Lately, however, camping etiquette has disintegrated. Rousseauism has taken hold of leftist imaginations in a way not seen since the 1840s. It expresses itself in the neo-romanticism of the rewilding movement and the land-reforming zeal of the Extinction Rebellion mob. Egged on by the likes of George Monbiot and Chris Packham, confrontational wild camping neatly combines both causes for any eco-activist wanting trouble. The national parks, which are increasingly trampling over their indigenous landowners’ rights and livelihoods, provide benign environments where a sense of entitlement can be flaunted. Unlike national parks in countries such as the United States or even continental neighbours like France, ours have always been settled. Farmers carved the mosaic of wild and agricultural land, which became so noted for its beauty that it was protected. They need to continue to manage the countryside.

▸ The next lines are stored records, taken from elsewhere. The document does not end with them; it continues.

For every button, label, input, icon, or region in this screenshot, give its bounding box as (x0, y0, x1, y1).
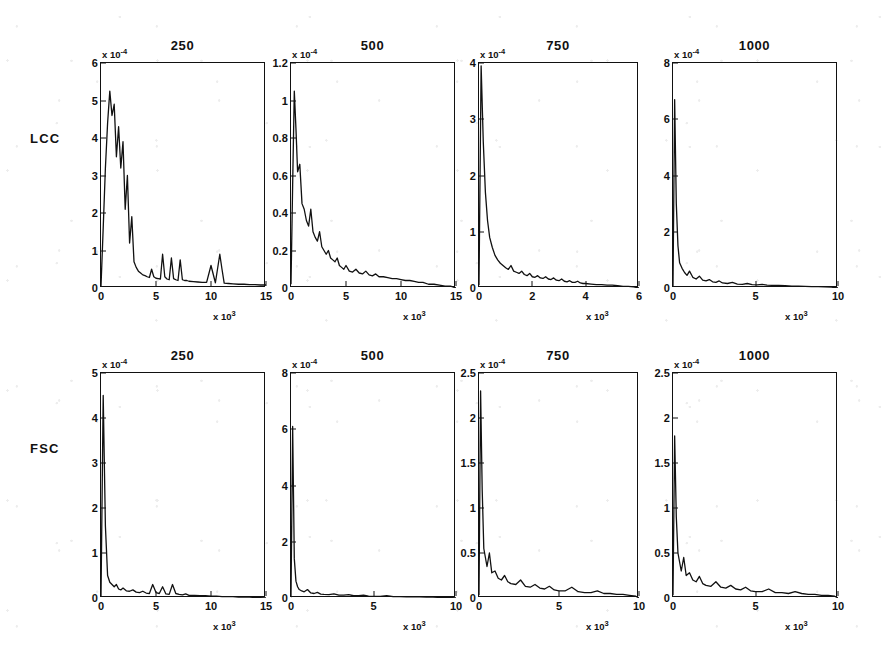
y-tick-label-fsc-1000-0: 0 (664, 592, 670, 604)
y-tick-label-fsc-500-3: 6 (282, 423, 288, 435)
x-axis-exponent-lcc-750: x 103 (586, 309, 609, 322)
x-tick-label-lcc-500-2: 10 (395, 290, 407, 302)
y-tick-label-fsc-250-2: 2 (92, 502, 98, 514)
plot-panel-fsc-1000: 1000x 10-400.511.522.50510x 103 (672, 372, 837, 597)
y-tick-label-lcc-750-2: 2 (470, 170, 476, 182)
trace-line-fsc-500 (291, 426, 456, 598)
y-tick-label-lcc-250-5: 5 (92, 95, 98, 107)
y-tick-label-lcc-500-6: 1.2 (272, 57, 287, 69)
x-tick-label-fsc-750-2: 10 (633, 600, 645, 612)
x-tick-label-fsc-750-1: 5 (556, 600, 562, 612)
y-tick-label-fsc-750-5: 2.5 (461, 367, 476, 379)
plot-panel-fsc-500: 500x 10-4024680510x 103 (290, 372, 455, 597)
axes-box-lcc-1000: 024680510 (672, 62, 837, 287)
x-tick-label-lcc-750-2: 4 (583, 290, 589, 302)
x-tick-label-lcc-250-1: 5 (153, 290, 159, 302)
plot-panel-lcc-500: 500x 10-400.20.40.60.811.2051015x 103 (290, 62, 455, 287)
y-tick-label-lcc-500-3: 0.6 (272, 170, 287, 182)
data-trace-fsc-750 (479, 373, 639, 598)
x-tick-label-lcc-250-3: 15 (260, 290, 272, 302)
x-axis-exponent-lcc-250: x 103 (213, 309, 236, 322)
y-axis-exponent-fsc-1000: x 10-4 (674, 357, 699, 370)
y-tick-label-fsc-250-4: 4 (92, 412, 98, 424)
y-tick-label-lcc-1000-4: 8 (664, 57, 670, 69)
y-axis-exponent-lcc-1000: x 10-4 (674, 47, 699, 60)
plot-panel-fsc-750: 750x 10-400.511.522.50510x 103 (478, 372, 638, 597)
y-tick-label-lcc-500-2: 0.4 (272, 207, 287, 219)
x-tick-label-fsc-1000-0: 0 (670, 600, 676, 612)
y-tick-label-lcc-250-4: 4 (92, 132, 98, 144)
y-tick-label-fsc-250-3: 3 (92, 457, 98, 469)
y-tick-label-fsc-750-3: 1.5 (461, 457, 476, 469)
y-tick-label-fsc-250-0: 0 (92, 592, 98, 604)
x-axis-exponent-lcc-500: x 103 (403, 309, 426, 322)
y-axis-exponent-lcc-750: x 10-4 (480, 47, 505, 60)
x-tick-label-lcc-750-0: 0 (476, 290, 482, 302)
x-tick-label-fsc-500-2: 10 (450, 600, 462, 612)
x-axis-exponent-lcc-1000: x 103 (785, 309, 808, 322)
axes-box-fsc-500: 024680510 (290, 372, 455, 597)
y-axis-exponent-lcc-500: x 10-4 (292, 47, 317, 60)
y-tick-label-lcc-250-6: 6 (92, 57, 98, 69)
axes-box-lcc-500: 00.20.40.60.811.2051015 (290, 62, 455, 287)
trace-line-fsc-750 (479, 391, 639, 598)
x-tick-label-lcc-500-1: 5 (343, 290, 349, 302)
y-tick-label-lcc-750-0: 0 (470, 282, 476, 294)
row-label-lcc: LCC (30, 131, 60, 146)
y-tick-label-fsc-500-2: 4 (282, 480, 288, 492)
x-axis-exponent-fsc-750: x 103 (586, 619, 609, 632)
y-tick-label-fsc-500-1: 2 (282, 536, 288, 548)
x-axis-exponent-fsc-250: x 103 (213, 619, 236, 632)
plot-panel-fsc-250: 250x 10-4012345051015x 103 (100, 372, 265, 597)
x-tick-label-lcc-1000-1: 5 (752, 290, 758, 302)
y-axis-exponent-fsc-750: x 10-4 (480, 357, 505, 370)
y-tick-label-fsc-250-1: 1 (92, 547, 98, 559)
data-trace-lcc-1000 (673, 63, 838, 288)
y-tick-label-fsc-1000-1: 0.5 (654, 547, 669, 559)
trace-line-lcc-250 (101, 91, 266, 286)
data-trace-fsc-1000 (673, 373, 838, 598)
axes-box-fsc-1000: 00.511.522.50510 (672, 372, 837, 597)
x-tick-label-lcc-750-3: 6 (636, 290, 642, 302)
y-tick-label-fsc-250-5: 5 (92, 367, 98, 379)
y-tick-label-lcc-500-1: 0.2 (272, 245, 287, 257)
y-tick-label-lcc-1000-3: 6 (664, 113, 670, 125)
axes-box-lcc-750: 012340246 (478, 62, 638, 287)
x-tick-label-lcc-500-0: 0 (288, 290, 294, 302)
x-tick-label-fsc-750-0: 0 (476, 600, 482, 612)
y-tick-label-lcc-750-4: 4 (470, 57, 476, 69)
x-axis-exponent-fsc-1000: x 103 (785, 619, 808, 632)
y-tick-label-lcc-250-0: 0 (92, 282, 98, 294)
x-tick-label-fsc-250-2: 10 (205, 600, 217, 612)
y-tick-label-lcc-1000-0: 0 (664, 282, 670, 294)
data-trace-lcc-750 (479, 63, 639, 288)
x-tick-label-lcc-250-0: 0 (98, 290, 104, 302)
y-tick-label-lcc-250-2: 2 (92, 207, 98, 219)
y-tick-label-fsc-1000-4: 2 (664, 412, 670, 424)
y-tick-label-fsc-500-4: 8 (282, 367, 288, 379)
x-tick-label-lcc-1000-2: 10 (832, 290, 844, 302)
axes-box-lcc-250: 0123456051015 (100, 62, 265, 287)
y-tick-label-lcc-1000-2: 4 (664, 170, 670, 182)
y-axis-exponent-fsc-500: x 10-4 (292, 357, 317, 370)
y-tick-label-lcc-250-3: 3 (92, 170, 98, 182)
x-tick-label-lcc-500-3: 15 (450, 290, 462, 302)
x-tick-label-lcc-1000-0: 0 (670, 290, 676, 302)
figure-canvas: LCC FSC 250x 10-40123456051015x 103 500x… (0, 0, 888, 662)
x-tick-label-fsc-1000-1: 5 (752, 600, 758, 612)
y-tick-label-lcc-1000-1: 2 (664, 226, 670, 238)
y-tick-label-fsc-1000-3: 1.5 (654, 457, 669, 469)
data-trace-fsc-250 (101, 373, 266, 598)
x-tick-label-fsc-500-1: 5 (370, 600, 376, 612)
x-tick-label-lcc-250-2: 10 (205, 290, 217, 302)
y-tick-label-fsc-750-4: 2 (470, 412, 476, 424)
plot-panel-lcc-250: 250x 10-40123456051015x 103 (100, 62, 265, 287)
y-tick-label-fsc-500-0: 0 (282, 592, 288, 604)
data-trace-lcc-250 (101, 63, 266, 288)
plot-panel-lcc-750: 750x 10-4012340246x 103 (478, 62, 638, 287)
trace-line-fsc-250 (101, 396, 266, 599)
y-tick-label-fsc-750-2: 1 (470, 502, 476, 514)
axes-box-fsc-250: 012345051015 (100, 372, 265, 597)
y-tick-label-fsc-1000-2: 1 (664, 502, 670, 514)
y-axis-exponent-fsc-250: x 10-4 (102, 357, 127, 370)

The irony is that we are all supposed to be straining to halt the climate emergency and the biodiversity crisis (see Monbiot, Packham et al). The woods now bristle with ‘regenerative’ cattle, posing yet another danger to campers turning up unannounced. Wild campers, who are by definition strangers, have no way of knowing whether the spot they have chosen to stake out is the last refuge of a natterjack toad or ghost orchid. If the authorities really thought about it, they would be supporting landowners and their attempts to channel the public on to paths and into campsites. Wildlife would then be disturbed as little as possible, and we would be less likely to suffer wildfires that turn our flora and fauna into atmospheric carbon.

Any wild-camping aficionado reading this will no doubt bristle with righteous indignation. They will be spluttering about ‘codes of conduct’ and ‘responsible access’. And yes, there are many who come and go leaving little more than a compressed patch on the grass where they pitched their tent. Every year, earnest young wild campers arrive on my land full of gratitude and assurances, brandishing shovels for, embarrassed cough, biological necessities. But even these well-meaning types have sometimes pitched under precarious dead trees, left standing for their benefits to the wildlife, which could have fallen at any time. Campers can avoid such dangers of the wild, if only they speak to landowners first.